Half Buried

She lived on one of the Florida barrier islands in the Gulf of Mexico. Being an artist allowed her to chose the time of day to take her walks. On this September day, shortly after one of the yearly Hurricanes had moved by, she went to the beach in the middle of the afternoon. It had been littered with all sorts of debris that the big waves had carried in and tossed on to the white sugar sand. The powerful water had floated things way up into the dunes, deposited them between the clumps of seaoates.

As she walked along, careful not to step on something sharp or pointed with her bare feet, enjoying the high puffy clouds in the bright sky, something red caught her eye. She stepped over some dead blowfish, wads of seagrass and the remains of a washed up dock, all twisted, nails sticking out from the boards. The red thing lay half buried beside one of the stumps of old trees that had turned silver and had an odd alive look. A little menacing really. She did feel uncomfortable stepping between them. She pried the object loose, wiped the clinging sand off and marveled at the pretty thing she had found.

Red embellished book box

— Red embellished book box —

A book, no, a diary with a lock on it. It seemed in pretty good shape, a little moist perhaps. This was going to be fun. All sorts of possibilities went through her mind, and she felt also a small twinge of guilt. A diary is somebody’s most private possession, not to be read by another person. But this one looked abandoned, lost. Maybe she could find the owner's name and address inside, if so, she decided not to read it just out of respect for this unwritten law.

It Snapped With A Tiny Sound

After her walk she put the diary down on her painted table on the porch. How could she open it without destroying the lock? She inspected it closer. A few barnacles had settled into the ridge on the side of it, so it must have been in the water for some time. The hairpin she tried on the lock did not yield any result. She tried several other objects and at last succeeded with a bent paperclip. It snapped with a tiny sound.

Her heart pounded suddenly in her neck. Quickly she opened the cover. It was really a flat box, tightly sealed, with a small book inside. The book was very dry. A feather, tooled in leather, graced front and back of it, the pages gleamed with a gold cut. A dark green silk ribbon marked the last page near the end of the book. She opened it carefully on the marked page. A beautiful feather in all the colors of the rainbow, iridescent, shimmering with small dots, lay on the page. She did not dare touch it, it looked fragile. What kind of bird it must have belonged to...

Rainbow colored feather

Now The Words Came Out Clearly

A small sound of joy escaped her. Careful, as not to damage it, she closed the book and opened the cover to the first page. Blank. The second page. The tiniest handwriting greeted her. Too tiny to read unaided. She went to her studio to hold the book under her magnifying light. She could almost decipher the letters, but they seemed incoherent and reversed, only symbols without meaning. Puzzled, she laid the book down on her drawing table, the second page still open.

As she looked over the table into the mirror that she used to check out drawings for mistakes which revealed themselves sometimes that way in the mirror image, an idea came slowly. What if she looked at the writing in the mirror, maybe it was that simple. And so she tried, but she had to get a handheld magnifying glass to read the writing in the mirror.

Now the words came out clearly. The writing began on the right side of the page, ending on the inside. The whole book started in the back where the feather and the ribbon marked the page. The text filled all these pages evenly. No dates. No indication where it came from. She decided that it was all right then to read it. She set up the mirror in a comfortable position, held the magnifying glass in front of it and started to read.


- To do
Quote every line of the material beneath this one.
═════ Listed entries
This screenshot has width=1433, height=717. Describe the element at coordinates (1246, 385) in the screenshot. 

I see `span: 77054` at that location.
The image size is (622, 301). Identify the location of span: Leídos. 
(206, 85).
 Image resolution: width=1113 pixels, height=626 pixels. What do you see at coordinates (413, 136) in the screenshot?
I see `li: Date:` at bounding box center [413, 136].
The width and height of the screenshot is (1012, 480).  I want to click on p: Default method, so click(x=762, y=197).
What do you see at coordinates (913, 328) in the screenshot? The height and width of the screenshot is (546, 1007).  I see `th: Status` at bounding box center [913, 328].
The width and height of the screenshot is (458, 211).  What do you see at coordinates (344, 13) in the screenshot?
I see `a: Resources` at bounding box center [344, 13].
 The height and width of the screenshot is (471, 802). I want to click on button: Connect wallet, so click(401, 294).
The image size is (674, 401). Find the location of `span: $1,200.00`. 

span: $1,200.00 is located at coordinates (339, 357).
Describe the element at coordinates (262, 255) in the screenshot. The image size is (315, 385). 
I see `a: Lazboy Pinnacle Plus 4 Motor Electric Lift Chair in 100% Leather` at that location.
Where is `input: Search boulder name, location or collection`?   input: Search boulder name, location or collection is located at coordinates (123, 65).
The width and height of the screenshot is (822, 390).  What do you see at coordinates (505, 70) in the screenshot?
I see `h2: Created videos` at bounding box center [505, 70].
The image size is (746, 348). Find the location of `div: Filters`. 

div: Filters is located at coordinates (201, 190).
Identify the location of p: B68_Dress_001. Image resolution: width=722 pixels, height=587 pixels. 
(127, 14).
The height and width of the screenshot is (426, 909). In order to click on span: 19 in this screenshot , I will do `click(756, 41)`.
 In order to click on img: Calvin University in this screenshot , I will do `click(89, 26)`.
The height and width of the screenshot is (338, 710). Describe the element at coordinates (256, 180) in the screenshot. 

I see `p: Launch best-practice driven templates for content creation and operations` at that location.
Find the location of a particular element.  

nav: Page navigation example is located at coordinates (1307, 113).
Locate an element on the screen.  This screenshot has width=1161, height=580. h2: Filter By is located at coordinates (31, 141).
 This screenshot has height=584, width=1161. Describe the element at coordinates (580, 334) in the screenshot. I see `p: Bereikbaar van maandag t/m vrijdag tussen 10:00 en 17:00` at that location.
══════════
- Exercise answer
This screenshot has width=1433, height=717. Describe the element at coordinates (1246, 385) in the screenshot. 

I see `span: 77054` at that location.
The image size is (622, 301). Identify the location of span: Leídos. 
(206, 85).
 Image resolution: width=1113 pixels, height=626 pixels. What do you see at coordinates (413, 136) in the screenshot?
I see `li: Date:` at bounding box center [413, 136].
The width and height of the screenshot is (1012, 480).  I want to click on p: Default method, so click(x=762, y=197).
What do you see at coordinates (913, 328) in the screenshot? The height and width of the screenshot is (546, 1007).  I see `th: Status` at bounding box center [913, 328].
The width and height of the screenshot is (458, 211).  What do you see at coordinates (344, 13) in the screenshot?
I see `a: Resources` at bounding box center [344, 13].
 The height and width of the screenshot is (471, 802). I want to click on button: Connect wallet, so click(401, 294).
The image size is (674, 401). Find the location of `span: $1,200.00`. 

span: $1,200.00 is located at coordinates (339, 357).
Describe the element at coordinates (262, 255) in the screenshot. The image size is (315, 385). 
I see `a: Lazboy Pinnacle Plus 4 Motor Electric Lift Chair in 100% Leather` at that location.
Where is `input: Search boulder name, location or collection`?   input: Search boulder name, location or collection is located at coordinates (123, 65).
The width and height of the screenshot is (822, 390).  What do you see at coordinates (505, 70) in the screenshot?
I see `h2: Created videos` at bounding box center [505, 70].
The image size is (746, 348). Find the location of `div: Filters`. 

div: Filters is located at coordinates (201, 190).
Identify the location of p: B68_Dress_001. Image resolution: width=722 pixels, height=587 pixels. 
(127, 14).
The height and width of the screenshot is (426, 909). In order to click on span: 19 in this screenshot , I will do `click(756, 41)`.
 In order to click on img: Calvin University in this screenshot , I will do `click(89, 26)`.
The height and width of the screenshot is (338, 710). Describe the element at coordinates (256, 180) in the screenshot. 

I see `p: Launch best-practice driven templates for content creation and operations` at that location.
Find the location of a particular element.  

nav: Page navigation example is located at coordinates (1307, 113).
Locate an element on the screen.  This screenshot has width=1161, height=580. h2: Filter By is located at coordinates (31, 141).
 This screenshot has height=584, width=1161. Describe the element at coordinates (580, 334) in the screenshot. I see `p: Bereikbaar van maandag t/m vrijdag tussen 10:00 en 17:00` at that location.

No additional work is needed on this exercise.